The Wealthy and Powerful Aid Social and Economic Justice Activists

10 Business Leaders that Just Say No to Income Equality

by Vince Lamb Flickr/creative commons

by Vince Lamb
Flickr/creative commons

A recent report from Standard & Poor’s (S&P) led us to examine more closely how income inequality dampens growth for rich in poor alike. Conservatives, as well as progressives, are beginning to better understand some of the underlying causes, and what can be done. Safety net programs such as social security and food stamps are not the culprit. Actually at fault are things like tax cuts for the highest earners, the tendency of rich people to accumulate wealth for the sake of accumulation without putting some back into the economy, and growing gaps in educational opportunity which inhibit social mobility.

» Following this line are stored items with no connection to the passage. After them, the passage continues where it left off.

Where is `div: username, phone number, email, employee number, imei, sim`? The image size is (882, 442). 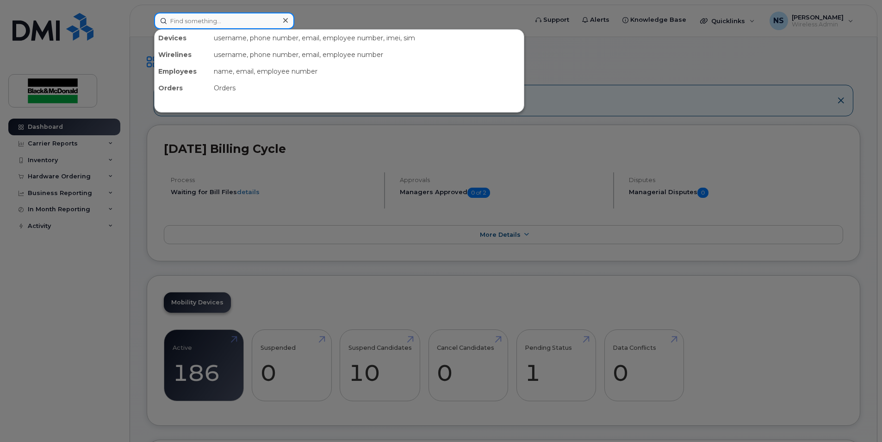
div: username, phone number, email, employee number, imei, sim is located at coordinates (367, 38).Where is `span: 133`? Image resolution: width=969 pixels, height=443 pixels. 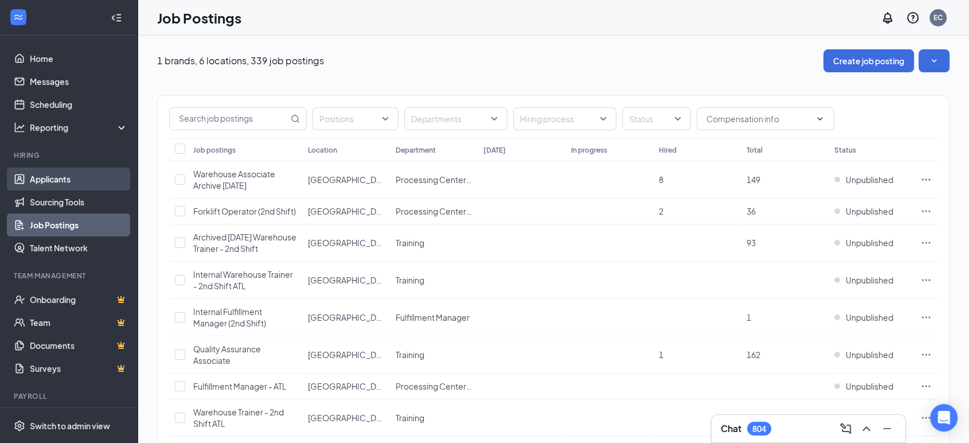 span: 133 is located at coordinates (754, 418).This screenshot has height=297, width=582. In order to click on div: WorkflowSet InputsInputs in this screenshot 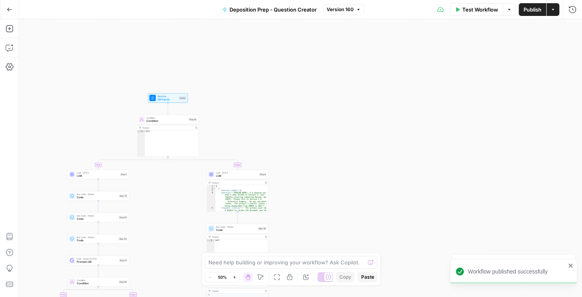, I will do `click(168, 98)`.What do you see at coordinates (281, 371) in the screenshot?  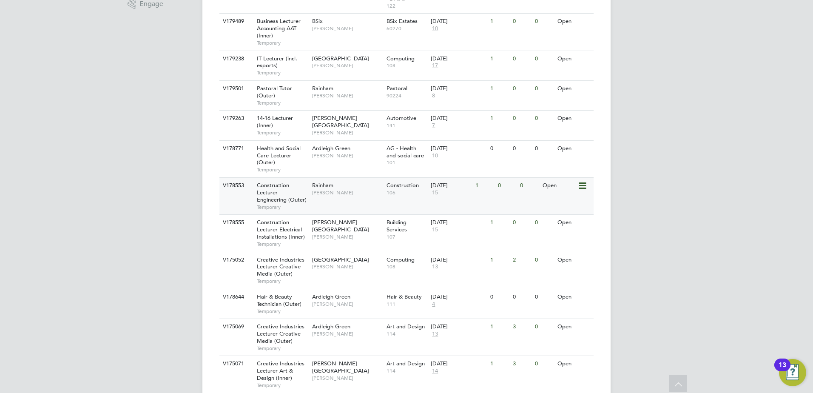 I see `span: Creative Industries Lecturer Art & Design (Inner)` at bounding box center [281, 371].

Capital and Main collaborated with The Huffington Post to spotlight some powerful people who already understand the problem and are available now to be tapped as resources, sponsors, and donors in the struggle for social and economic justice. We have paraphrased it slightly (with credit) and added some hyperlinks  to help you on your way to greater advocacy on this important issue.

Here it is. Go get ’em!

  • Ben & Jerry’s ice cream co-founder Ben Cohen founded TrueMajority to stem the financial bailout of banks, and Business Leaders for Sensible Priorities to help transfer taxpayer money from military programs to education and health care.
  • Multinational investment manager Morris Pearl is a member of Patriotic Millionaires for Fiscal Strength which favors the end of tax cuts for the wealthy.
  • Library software entrepreneur Stephen M. Silberstein endorses corporate tax rates that tie CEO pay to average worker income, and executive-produced Robert Reich’s documentary Inequality for All.
  • Early Amazon.com investor Nick Hanauer has gone on record saying that the middle class consumer is the driver of job creation, advocating for higher median incomes instead of tax cuts for people with high incomes.
  • Republican Ron Unz seeks to raise the minimum wage because it is a conservative issue: If low-wage workers have more money, taxpayers will have to pay less for social programs.
  • Former CEO of AT&T Broadband Leo Hindery, Jr., supports the right of all Americans to join a union.
  • Board member of major corporations Erskine Bowles favors repealing tax breaks for companies moving jobs overseas, expanding “wage insurance” programs to give support to workers forced to work lower paying jobs, and creating nonprofit community development corporations. 
  • Retired civil rights attorney and major Democratic Party donor Guy T. Saperstein is a leading advocate for public option health care, and cautions against a possible President Hillary Clinton because of her close ties to Wall Street.
  • Shout! Factory CEO and philanthropist Richard Foos helps numerous community support organizations such as Chrysalis, which helps to train and employ the long-term unemployed.
  • Investment banker turned Columbia University Professor Eric J. Schoenberg joined the debate about economic inequality by revealing his own tax records in an article for the Huffington Post, pointing out that while the average American family with an income of $55,000 a year pays an effective 5.5 percent tax, Schoenberg pays only one percent.